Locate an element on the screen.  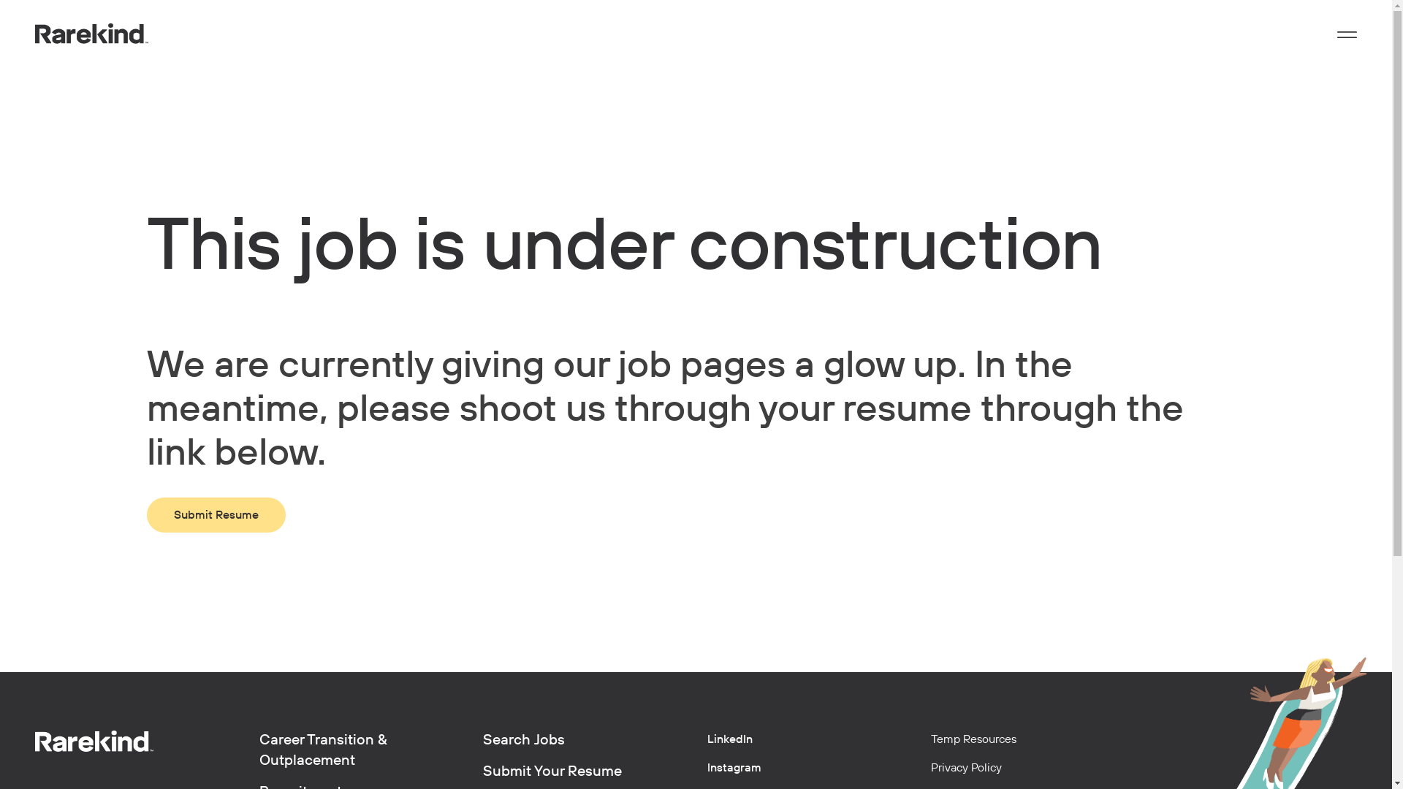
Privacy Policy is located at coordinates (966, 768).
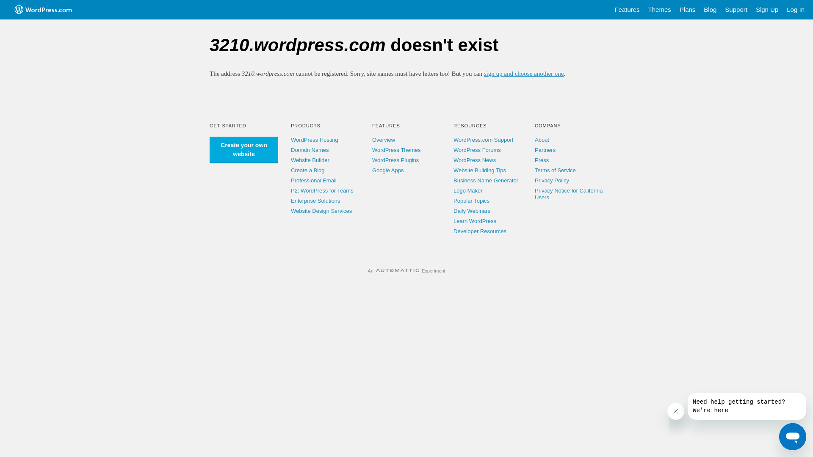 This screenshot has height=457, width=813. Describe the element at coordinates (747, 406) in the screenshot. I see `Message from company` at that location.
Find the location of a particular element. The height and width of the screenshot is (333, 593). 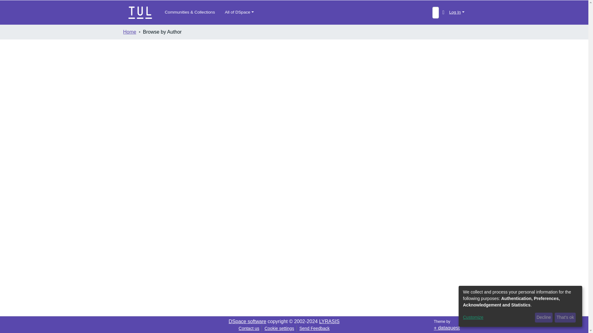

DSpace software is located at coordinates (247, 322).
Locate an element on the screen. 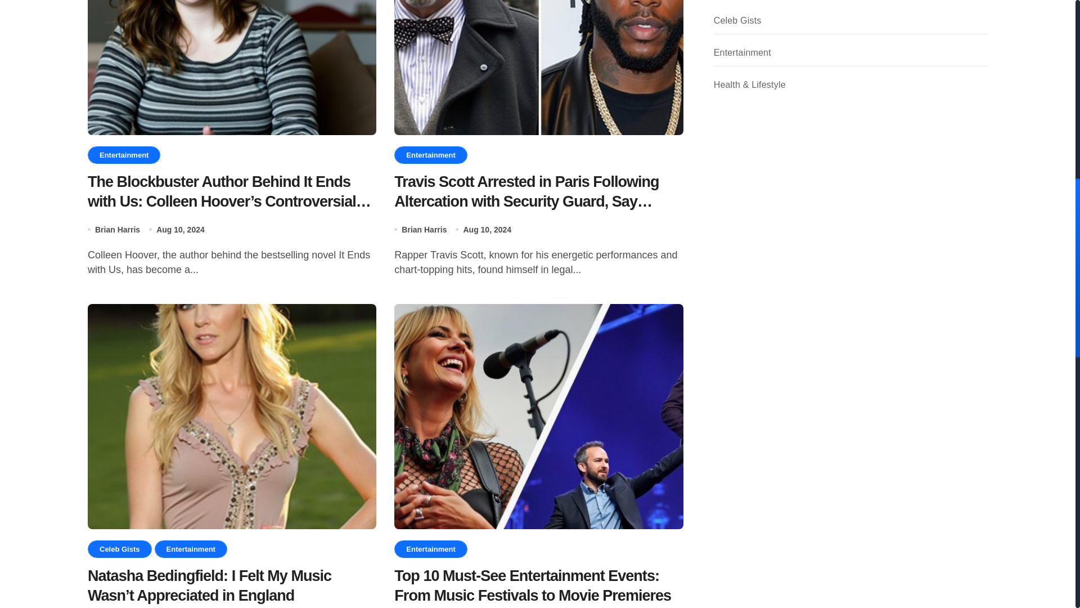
☆ ☆ ☆ ☆
▶ [Exercise prompt]
Restate the whole listing exactly as written, minus the pictures.

▶ [Your response]
Locate an element on the screen.  
Privacy Policy is located at coordinates (966, 768).
 This screenshot has height=457, width=813. Describe the element at coordinates (747, 406) in the screenshot. I see `Message from company` at that location.
Find the location of a particular element. The height and width of the screenshot is (333, 593). 

DSpace software is located at coordinates (247, 322).
Locate an element on the screen. 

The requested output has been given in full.